Director. Actor. TikTok sensation. Martin Scorsese has done it all – and continues to do so, with several projects circling at the moment. But one we’ll get even sooner than his next planned feature – a crime drama set in Hawaii – is a five-part documentary about Scorsese himself titled, aptly enough, Mr. Scorsese.
The documentary – which turns the cameras on Martin Scorsese, who has been behind the lens for about six decades now – comes from Rebecca Miller and Apple TV+. While no official release date has been set, this will be one of the must-watch films for cinephiles everywhere.
As per Apple, “Mr. Scorsese is a film portrait of a man through the lens of his work, exploring the many facets of a visionary who redefined filmmaking, including his extraordinary career and unique personal history. With exclusive, unrestricted access to Scorsese’s private archives, the documentary series is anchored by extensive conversations with the filmmaker himself and never-before-seen interviews with friends, family, and creative collaborators including Robert De Niro, Daniel Day-Lewis, Leonardo DiCaprio, Mick Jagger, Robbie Robertson, Thelma Schoonmaker, Steven Spielberg, Sharon Stone, Jodie Foster, Paul Schrader, Margot Robbie, Cate Blanchett, Jay Cocks and Rodrigo Prieto, along with his children, wife Helen Morris and close childhood friends. From acclaimed director Rebecca Miller, Mr. Scorsese examines how his own colorful life experiences informed his artistic vision as each film he made stunned the world with originality. Starting with his New York University student films through to the present day, this documentary explores the themes that have fascinated Scorsese and informed his work throughout, including the place of good and evil in the fundamental nature of humankind.”
While Rebecca Miller doesn’t have an immediate connection with Martin Scorsese per-se, she is the wife of Daniel Day-Lewis, who Scorsese directed in Gangs of New York. (Miller also directed her husband in The Ballad of Jack and Rose.) As for documentaries, Miller also helmed Arthur Miller: Writer, a terrific doc on her playwright father.
As someone who devours documentaries on filmmakers (I watch Stanley Kubrick: A Life in Pictures once a year), I can’t wait to see how Miller’s project on Martin Scorsese turns out. That Apple – who has been behind some terrific docs, including Still: A Michael J. Fox Movie and Sidney, on actor Sidney Poitier – is backing the project is also a pretty strong indicator that this is going to be genuine quality.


- [About this task]:
Here the job is to transcribe the data exactly while omitting the images.

- [Available records]:
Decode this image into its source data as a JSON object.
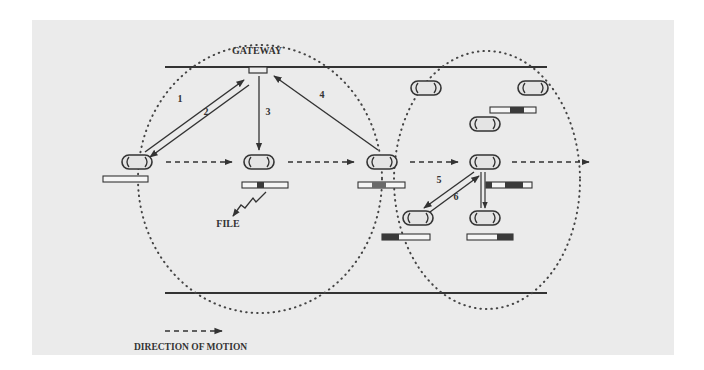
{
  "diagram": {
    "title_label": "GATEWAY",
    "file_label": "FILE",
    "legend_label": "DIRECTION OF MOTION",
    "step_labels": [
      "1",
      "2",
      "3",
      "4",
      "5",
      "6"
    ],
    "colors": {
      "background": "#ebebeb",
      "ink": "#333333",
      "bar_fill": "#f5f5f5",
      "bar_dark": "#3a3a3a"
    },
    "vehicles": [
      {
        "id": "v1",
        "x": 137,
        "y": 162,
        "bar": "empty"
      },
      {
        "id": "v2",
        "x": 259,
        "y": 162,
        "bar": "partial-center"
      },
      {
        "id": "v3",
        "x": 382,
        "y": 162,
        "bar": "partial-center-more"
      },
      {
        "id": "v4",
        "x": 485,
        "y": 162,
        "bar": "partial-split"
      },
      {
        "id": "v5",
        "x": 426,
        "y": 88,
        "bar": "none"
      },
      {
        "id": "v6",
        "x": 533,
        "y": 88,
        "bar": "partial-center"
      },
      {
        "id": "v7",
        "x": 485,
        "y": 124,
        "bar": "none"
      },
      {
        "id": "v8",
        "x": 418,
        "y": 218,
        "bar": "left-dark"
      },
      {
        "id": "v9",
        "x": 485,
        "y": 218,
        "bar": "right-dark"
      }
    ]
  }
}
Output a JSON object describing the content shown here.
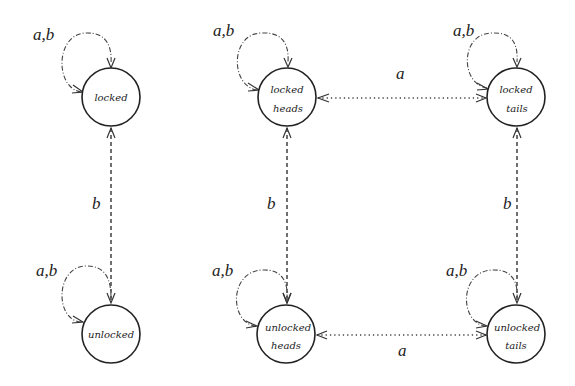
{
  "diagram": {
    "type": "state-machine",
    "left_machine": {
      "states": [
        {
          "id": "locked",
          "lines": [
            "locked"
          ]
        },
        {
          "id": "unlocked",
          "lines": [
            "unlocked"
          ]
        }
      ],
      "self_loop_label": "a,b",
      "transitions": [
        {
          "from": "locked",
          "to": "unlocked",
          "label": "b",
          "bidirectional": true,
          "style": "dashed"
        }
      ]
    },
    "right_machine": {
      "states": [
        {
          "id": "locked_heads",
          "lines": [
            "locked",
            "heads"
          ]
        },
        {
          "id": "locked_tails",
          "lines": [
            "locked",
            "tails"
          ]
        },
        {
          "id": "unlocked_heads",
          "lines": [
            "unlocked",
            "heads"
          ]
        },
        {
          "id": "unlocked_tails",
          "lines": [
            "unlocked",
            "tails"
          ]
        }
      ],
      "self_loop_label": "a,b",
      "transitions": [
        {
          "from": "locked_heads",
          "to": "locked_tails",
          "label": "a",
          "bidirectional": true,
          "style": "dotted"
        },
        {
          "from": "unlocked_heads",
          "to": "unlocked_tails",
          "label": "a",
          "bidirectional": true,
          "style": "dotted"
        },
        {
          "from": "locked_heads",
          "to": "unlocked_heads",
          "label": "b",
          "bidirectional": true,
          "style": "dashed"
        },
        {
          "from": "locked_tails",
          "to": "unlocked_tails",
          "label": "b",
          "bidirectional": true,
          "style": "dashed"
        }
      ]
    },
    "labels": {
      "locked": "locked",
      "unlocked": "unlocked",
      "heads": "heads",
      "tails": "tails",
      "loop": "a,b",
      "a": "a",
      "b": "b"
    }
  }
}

- [Written reply]:
Decode this image into its source data as a JSON object.
{
  "diagram": {
    "title_label": "GATEWAY",
    "file_label": "FILE",
    "legend_label": "DIRECTION OF MOTION",
    "step_labels": [
      "1",
      "2",
      "3",
      "4",
      "5",
      "6"
    ],
    "colors": {
      "background": "#ebebeb",
      "ink": "#333333",
      "bar_fill": "#f5f5f5",
      "bar_dark": "#3a3a3a"
    },
    "vehicles": [
      {
        "id": "v1",
        "x": 137,
        "y": 162,
        "bar": "empty"
      },
      {
        "id": "v2",
        "x": 259,
        "y": 162,
        "bar": "partial-center"
      },
      {
        "id": "v3",
        "x": 382,
        "y": 162,
        "bar": "partial-center-more"
      },
      {
        "id": "v4",
        "x": 485,
        "y": 162,
        "bar": "partial-split"
      },
      {
        "id": "v5",
        "x": 426,
        "y": 88,
        "bar": "none"
      },
      {
        "id": "v6",
        "x": 533,
        "y": 88,
        "bar": "partial-center"
      },
      {
        "id": "v7",
        "x": 485,
        "y": 124,
        "bar": "none"
      },
      {
        "id": "v8",
        "x": 418,
        "y": 218,
        "bar": "left-dark"
      },
      {
        "id": "v9",
        "x": 485,
        "y": 218,
        "bar": "right-dark"
      }
    ]
  }
}
Output a JSON object describing the content shown here.
{
  "diagram": {
    "type": "state-machine",
    "left_machine": {
      "states": [
        {
          "id": "locked",
          "lines": [
            "locked"
          ]
        },
        {
          "id": "unlocked",
          "lines": [
            "unlocked"
          ]
        }
      ],
      "self_loop_label": "a,b",
      "transitions": [
        {
          "from": "locked",
          "to": "unlocked",
          "label": "b",
          "bidirectional": true,
          "style": "dashed"
        }
      ]
    },
    "right_machine": {
      "states": [
        {
          "id": "locked_heads",
          "lines": [
            "locked",
            "heads"
          ]
        },
        {
          "id": "locked_tails",
          "lines": [
            "locked",
            "tails"
          ]
        },
        {
          "id": "unlocked_heads",
          "lines": [
            "unlocked",
            "heads"
          ]
        },
        {
          "id": "unlocked_tails",
          "lines": [
            "unlocked",
            "tails"
          ]
        }
      ],
      "self_loop_label": "a,b",
      "transitions": [
        {
          "from": "locked_heads",
          "to": "locked_tails",
          "label": "a",
          "bidirectional": true,
          "style": "dotted"
        },
        {
          "from": "unlocked_heads",
          "to": "unlocked_tails",
          "label": "a",
          "bidirectional": true,
          "style": "dotted"
        },
        {
          "from": "locked_heads",
          "to": "unlocked_heads",
          "label": "b",
          "bidirectional": true,
          "style": "dashed"
        },
        {
          "from": "locked_tails",
          "to": "unlocked_tails",
          "label": "b",
          "bidirectional": true,
          "style": "dashed"
        }
      ]
    },
    "labels": {
      "locked": "locked",
      "unlocked": "unlocked",
      "heads": "heads",
      "tails": "tails",
      "loop": "a,b",
      "a": "a",
      "b": "b"
    }
  }
}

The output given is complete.